Friday, October 23, 2015

Teamwork and Sharing

In my experiences, working as a team has always produced greater results versus when people are working alone.  Having the ability to bounce ideas off of one another really allows peoples ideas to evolve and turn into something greater.  When working alone, everybody is relatively close minded because they have no one else to talk to about their ideas. 

Last summer, the group of interns I worked with and I were given a project with about 3 weeks left in the summer.  For the most part, all of us had been doing work individually and we had not really collaborated a lot on anything.  Our project was to plan an event for our company. 

The event was a type of career fair sponsored by the National Association of Professional Women.  There were about 50 companies at the event and we needed to organize it all.  We had to coordinate where we were going to have different parts of the event and we had to develop a well thought out time all of it.  All of us interns had different specialties.  We all had different ideas and we were all nervous about planning our first event. 

Two weeks in we were done with all of our planning and our boss came in and gave us an interesting option.  He told us that we were going to decide how much we all were going to get paid.  He gave us one lump sum of money and told us that however we thought the money should be allocated is what he would do. 

I think that our boss doing this was an incredible decision by him.  Realistically, the money was not that great of an amount as we were only interns and did not get paid that much.  After our boss left the room, we all started throwing out some ideas.  We ended up all agreeing that the easiest solution to this problem was splitting the money evenly.  Even though some people did more work than others, it would be impossible to negotiate a difference in pay because nobody would be willing to accept less money than the less person. 

I do not believe that the pay rates were fair because two other interns and I did a majority of the work.  We really took a leadership role in the group and organized all of the work we had and made it manageable for the entire group to accomplish.  Although I do not necessarily agree with how we all got the same amount of money, I obviously understand why that was the only way that we were all going to agree.

My situation at my internship was related to the first situation in the “How to get riches out of marbles” article.  It is obviously a much different scenario, but I believe that the principles of sharing are the same in the two situations.  For the kids, when they worked together and got a different amount of marbles, the kid who obtained more marbles feels a sense of obligation to give his extra marble to the other kid because of the fact that he could not have received any of the marbles without the help of his partner. 

In my situation, even though we did not all do the same work, when delegating the money, we all felt a sense of teamwork and the fact that we really did need everybody made us all split the money equally.  In theory, if we were to have delegated the money solely on how much work every person did, our situation would have been more like the third condition in the article. 


You earn your money by doing work.  The kids pulled the ropes separately and got their own marbles because they pulled their rope.  There was no teamwork involved which is why the kids felt no obligation to share the extra marble with the other kid.  This would not work for our group because there was a great amount of teamwork involved in us producing our outcome.  Teamwork is a huge component of feeling a need to share.  You feel a sense of obligation to share because you needed to rely on the other people in order to do your own job.  This reliance leads to a willingness to share.

1 comment:

  1. You might reread your very first sentence.
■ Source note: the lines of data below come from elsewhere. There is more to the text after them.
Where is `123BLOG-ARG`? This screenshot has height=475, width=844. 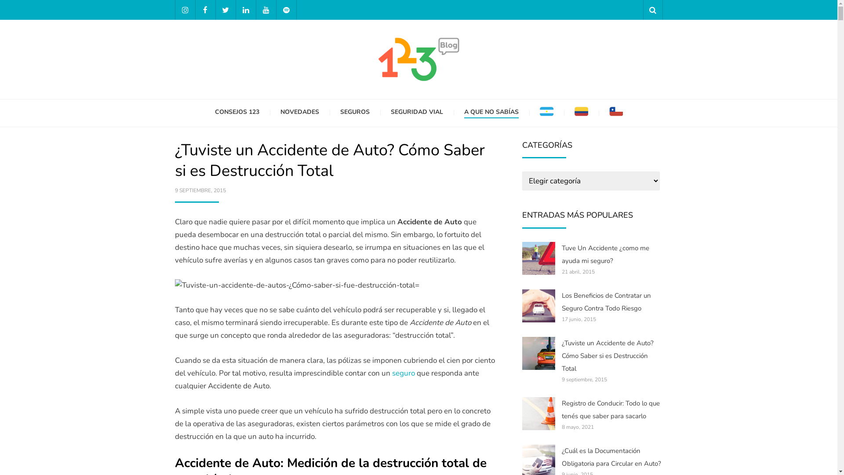 123BLOG-ARG is located at coordinates (531, 102).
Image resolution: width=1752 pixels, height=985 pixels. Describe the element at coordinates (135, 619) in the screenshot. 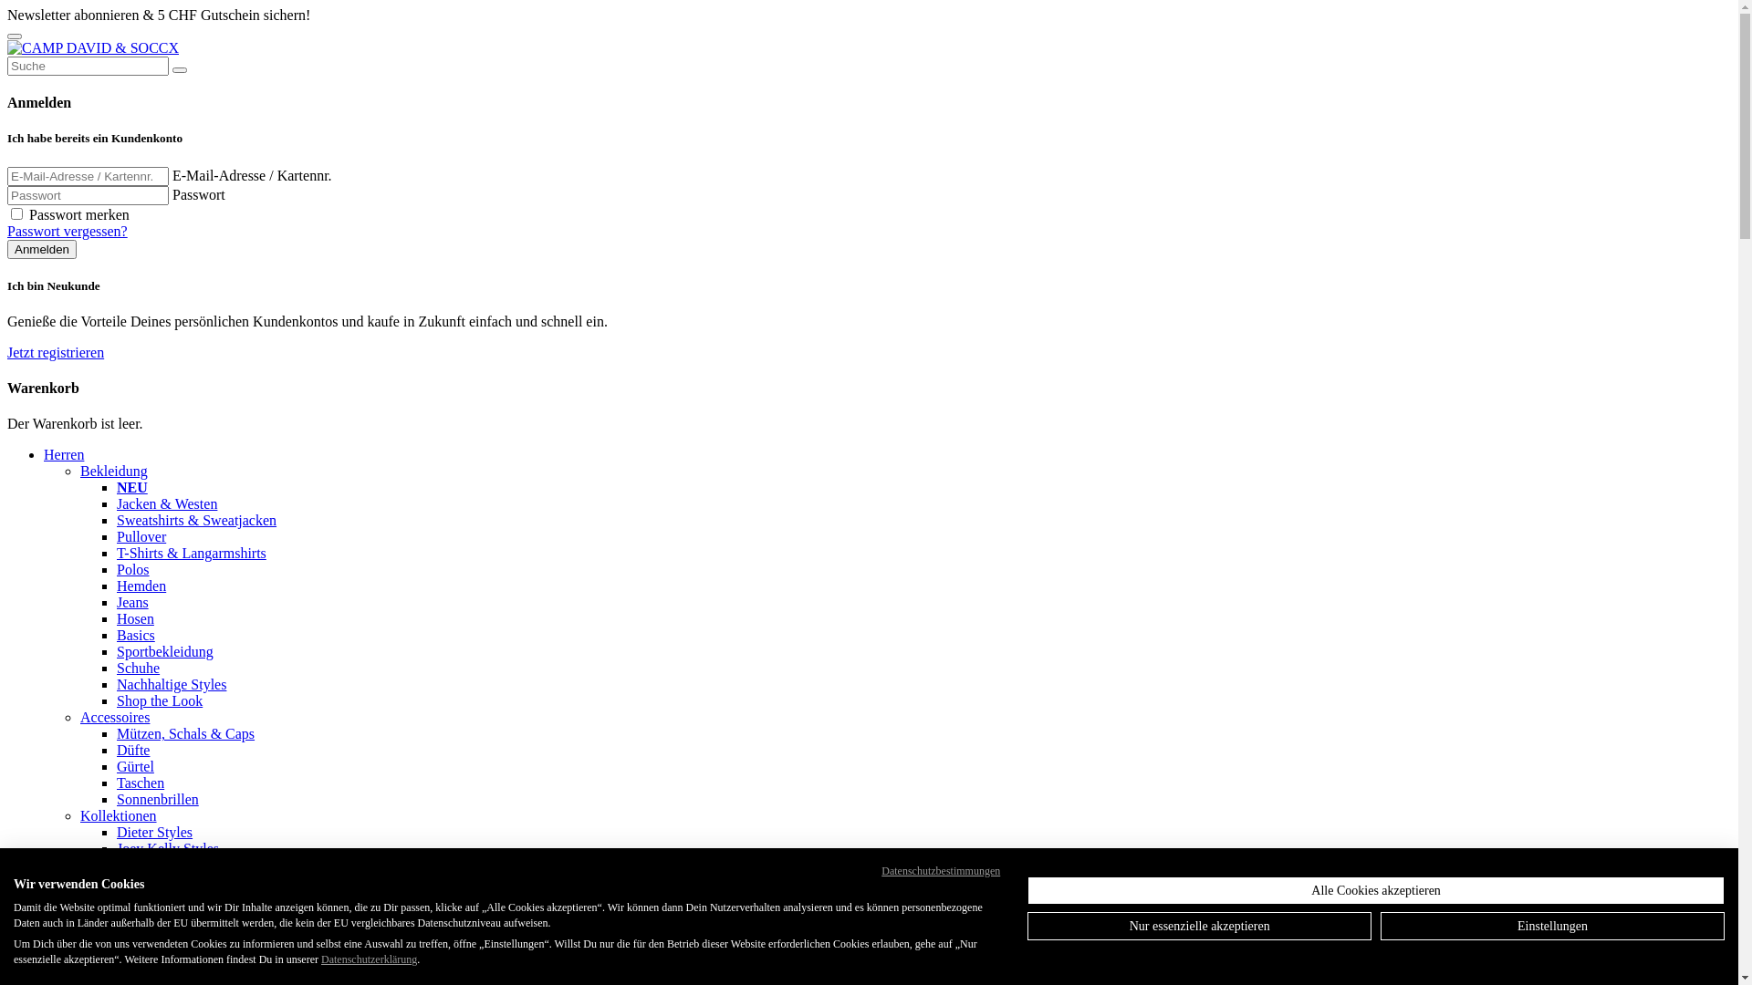

I see `Hosen` at that location.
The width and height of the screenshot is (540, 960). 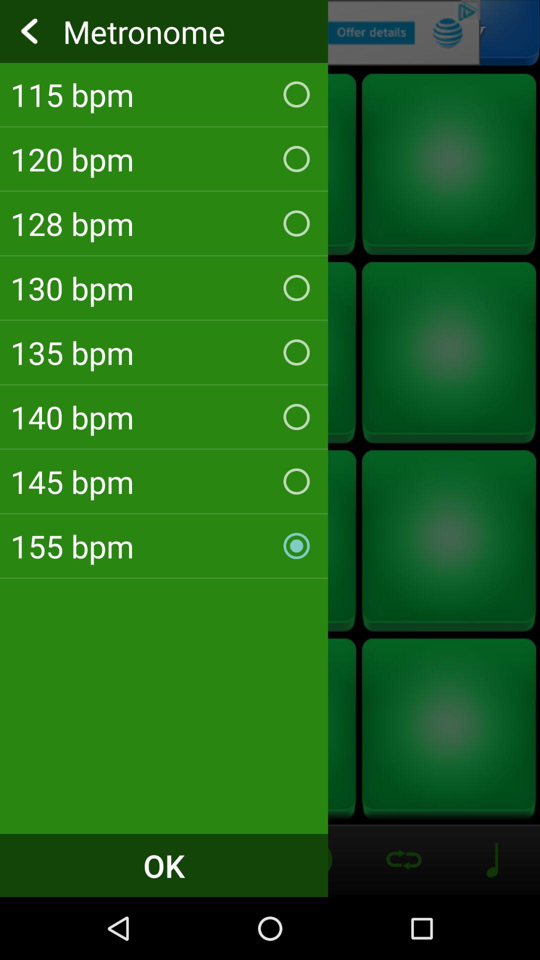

I think you meant the last word to be "together" but you wrote "alone."

    The rest of your story is interesting. I wonder about something you didn't elaborate on. Did you interact with the interns after the sharing rule was determined? In other words, did the sharing rule condition subsequent behavior? If so, that is different from the experiment that Haidt describes.

    I can imagine two distinct reasons for equal sharing even when you have reason to believe that not everybody is pulling their weight. The first reason is about avoiding hassles. People who get less than a full share are apt to complain. Many people are uncomfortable dealing with the complaints of others. In this sense, equal sharing is the easy way out. The other reason is that while people may not be putting in the same effort as others, they may put in even less effort after they are told they are getting less than a full share. That would either worsen the overall product or put further burden on those who are working hard on the project.

    I'm not sure which of those best explains what happened in your case, but either one of these seems somewhat different from the the experiments that Haidt wrote about. We'll discuss these differences in class on Monday.